I am cautious to not speak out my lane here, as I have never relinquished a child. However, as the one relinquished (and NOT in an era of slick adoption advertising), the thought of my adoptive parents convincing my birthmother DIRECTLY to hand me over… by way of manipulative and disingenuous professional photo shoots bearing letterboards with quips such as “searching for our missing piece”, “dear birthmother”, and “growing in our hearts”…and then to HAVE MY BIRTHMOTHER BELIEVE IT….makes my heart shatter into a thousand pieces.

How dirty is this exchange: those with the most ability and money creating what is essentially a public image scrubbed of its reality, and steeped in fantasy. I have yet to see a HAP profile with pictures of the dirty dishes (until now likely….yes, I know the industry and more savvy HAPs watch us and take notes), a recording of a fight when a spouse threatened to leave, or secret racist Uncle Billy with his confederate flag in his backyard. Where are these pictures?

No, instead, pictured are gross over exaggerations of what is likely real, if not outright lies. But, how will you compete with the 40 other couples that are gunning for the baby that God wills for YOU if you don’t fudge it a little? This is a race to the finish, and to get the prize, you must have the best and most prolific Adoption Journey social media account to woo “birthmother” into your (I mean God’s) Divine Plan.

I want to make a clear statement that I do not believe that this kind of advertising, profile building, and prebirth matching should be happening. Ever. At all. It needs to end. And it needs to be seen societally for WHAT IT IS. It is just another trend in advertising directed at the gullible and the vulnerable, no different than the snake oil of the 19th century. This time, not for the money of the vulnerable, but for the infant of the vulnerable. A living, breathing, real life human; whose worth cannot be measured in dollars, and should never be campaigned for as if we are just goods to be transferred.
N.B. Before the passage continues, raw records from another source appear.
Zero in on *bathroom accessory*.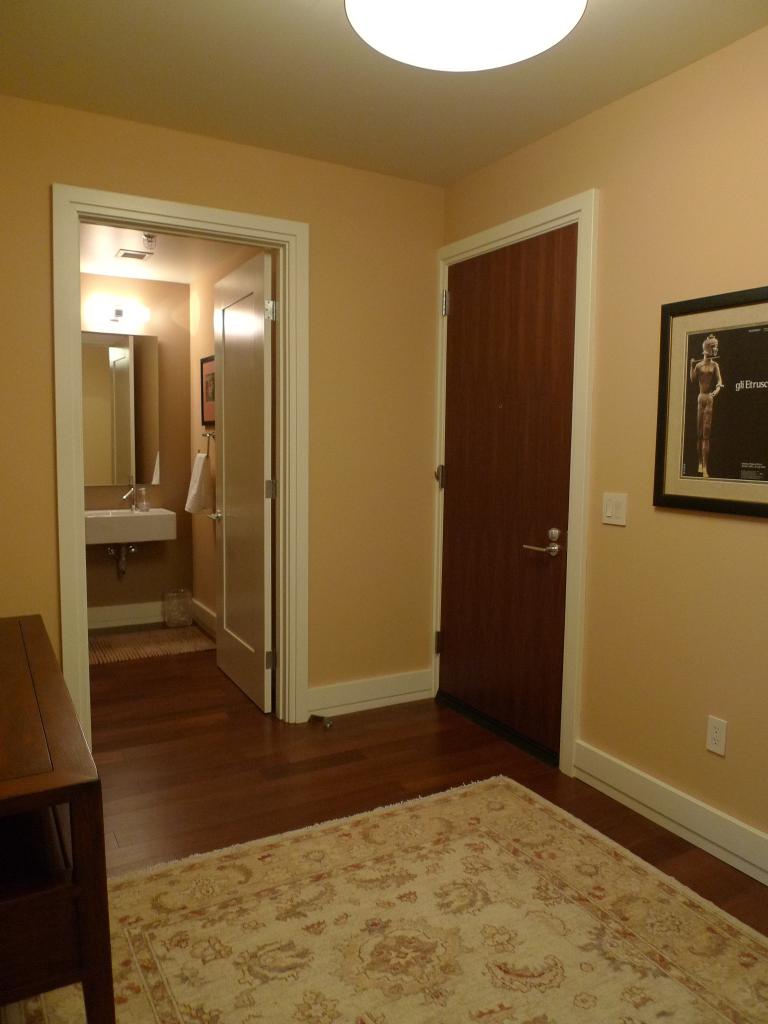
Zeroed in: <region>120, 476, 138, 512</region>.
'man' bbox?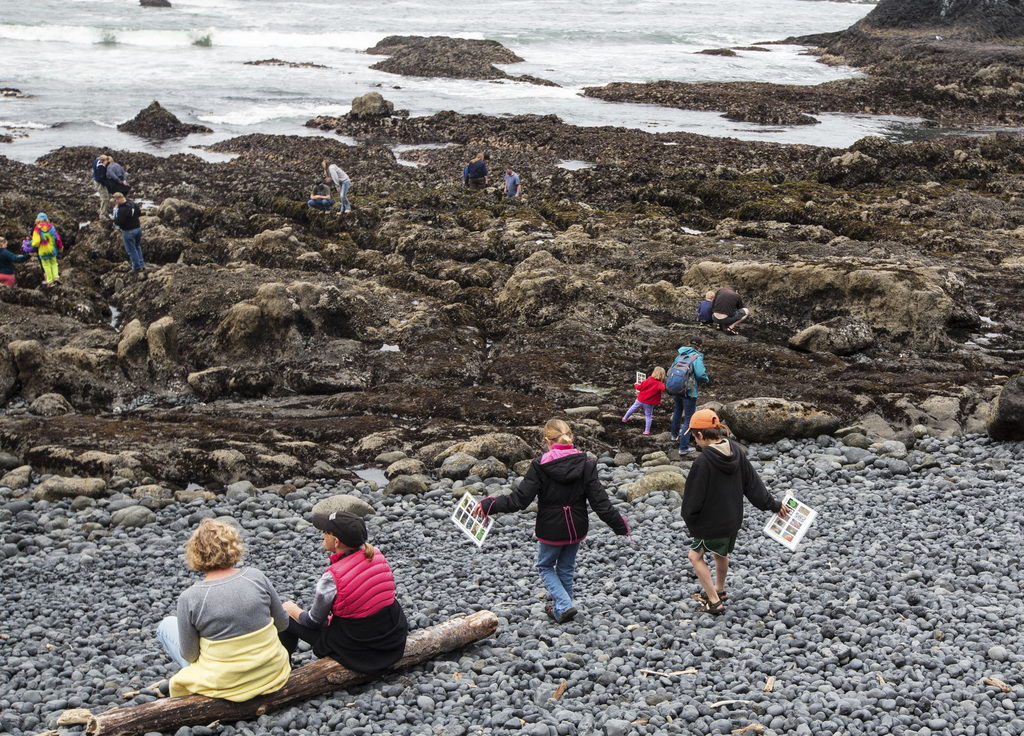
709 277 750 336
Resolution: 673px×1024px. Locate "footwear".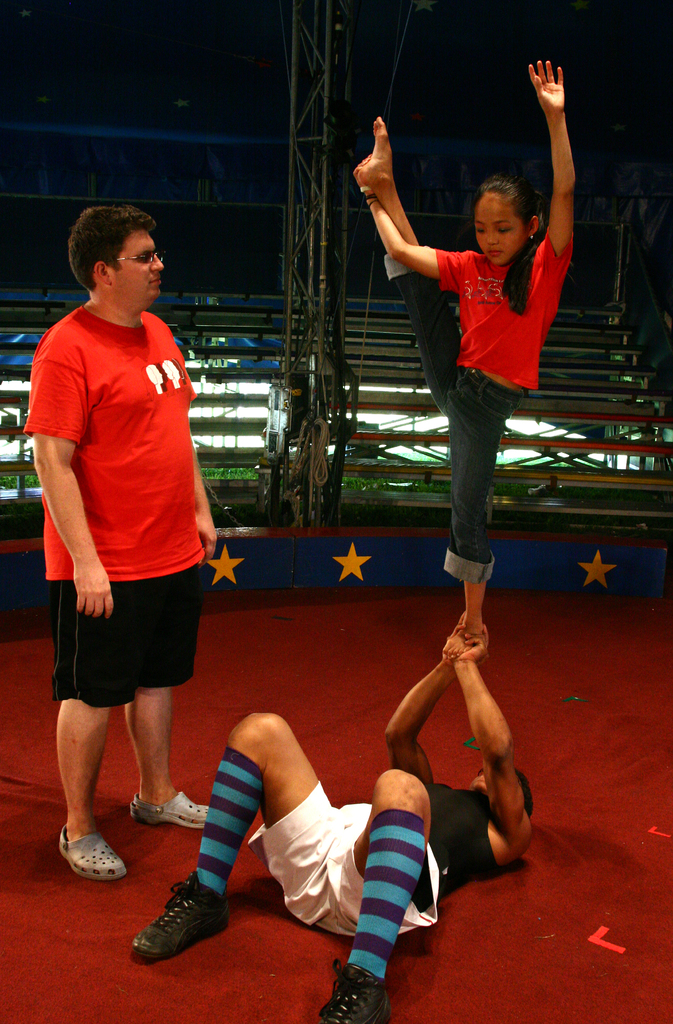
pyautogui.locateOnScreen(134, 883, 226, 966).
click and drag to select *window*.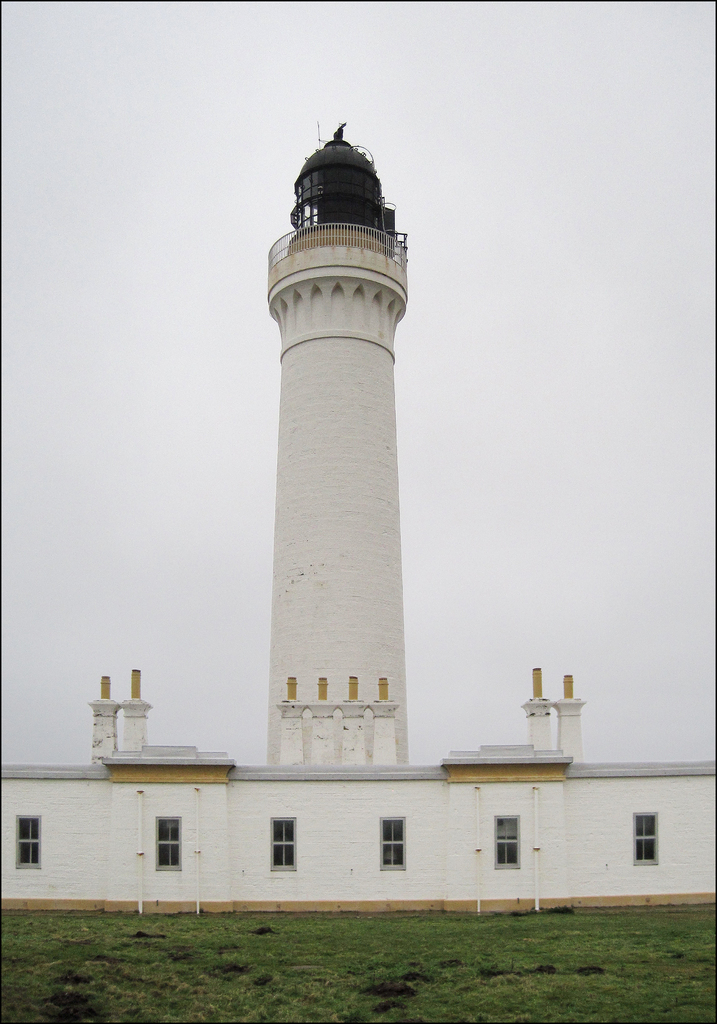
Selection: locate(383, 817, 405, 869).
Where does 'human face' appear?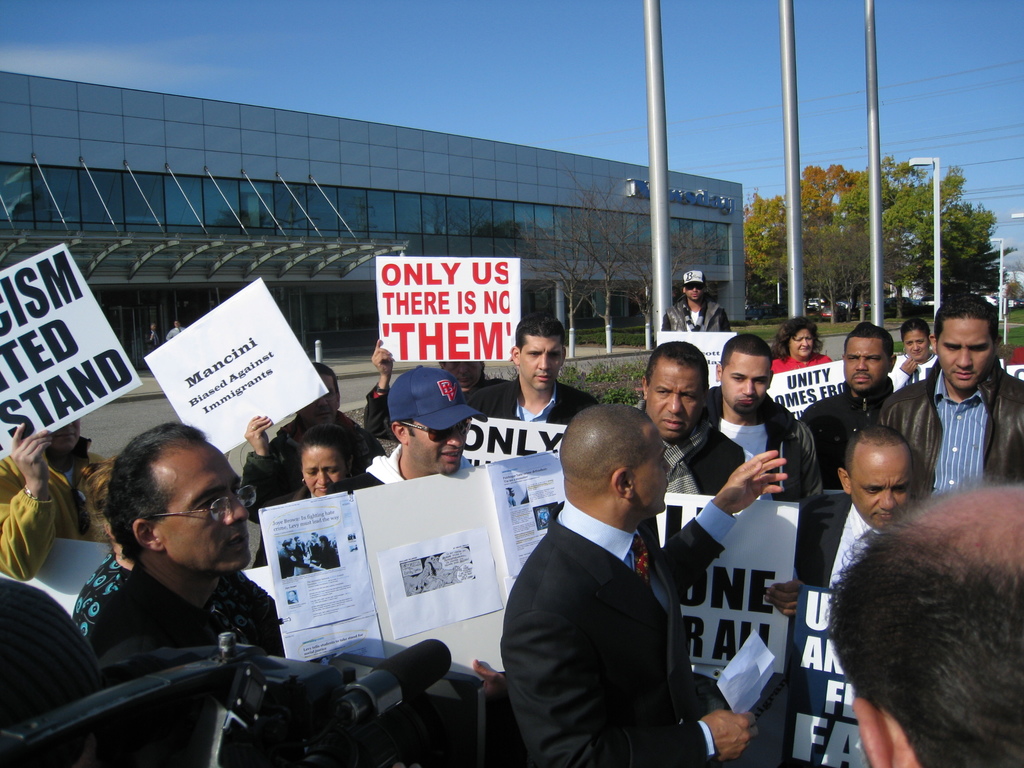
Appears at (x1=52, y1=420, x2=80, y2=452).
Adoptees are HUMANS, who don’t “graduate” from their adoptions. We live it our entire lives. Don’t let our life’s trajectory start in PR and advertising. It is dehumanizing. It is dismissive. And ultimately, it is destructive.

So, Hopeful Adoptive Parents: this isn’t a good look for you. And we (here at MMM and many other adoptees) are on a PR campaign of our own to make it so that the rest of society sees that it isn’t a good look as well…so that you will no longer be able to engage in this disgusting and unethical practice that puts mothers and natural families on adoptive parents’ downlines. The way adoption is practiced in the United States today is essentially a scamming mlm: where only those at the top actually get anything out of it.